Over the past generation, members of the college-educated class have become amazingly good at making sure their children retain their privileged status. They have also become devastatingly good at making sure the children of other classes have limited chances to join their ranks.He talks mostly about what means gives to upper-middle class families especially in terms of time and access. He did have one interesting stat:
Since 1996, education expenditures among the affluent have increased by almost 300 percent, while education spending among every other group is basically flat.He is does bounce around a bit with his terms- which is confusing - saying things are worse for the middle class but making that sound like almost no one who went to college fits in that category. Instead he calls out the "upper middle" class.

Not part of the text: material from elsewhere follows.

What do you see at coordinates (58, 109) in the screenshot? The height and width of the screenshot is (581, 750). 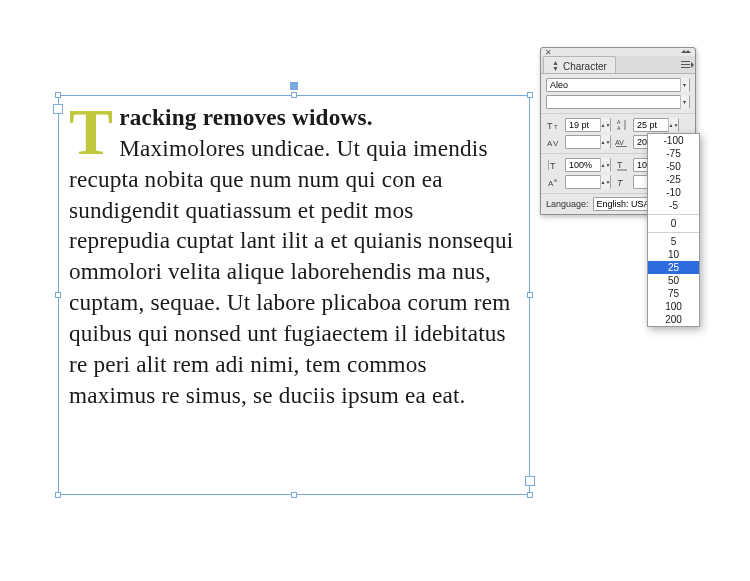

But his central premise is one that I recognize and have written about before AND it puts forth an even bigger question:
It’s when we turn to the next task — excluding other people’s children from the same opportunities — that things become morally dicey. Richard Reeves of the Brookings Institution recently published a book called “Dream Hoarders” detailing some of the structural ways the well educated rig the system.But I don't think it's a 80-20 percentage divide. I think there is more likely a 60-25-15 divide. Meaning, the 60% of people who have not gone to college, the 25% who did but not to Ivy League schools and the 15% who have the most Seattle Schools Community Forum: Education: The Great Leveler and the Great Divider:
I was braced by Reeves’s book, but after speaking with him a few times about it, I’ve come to think the structural barriers he emphasizes are less important than the informal social barriers that segregate the lower 80 percent.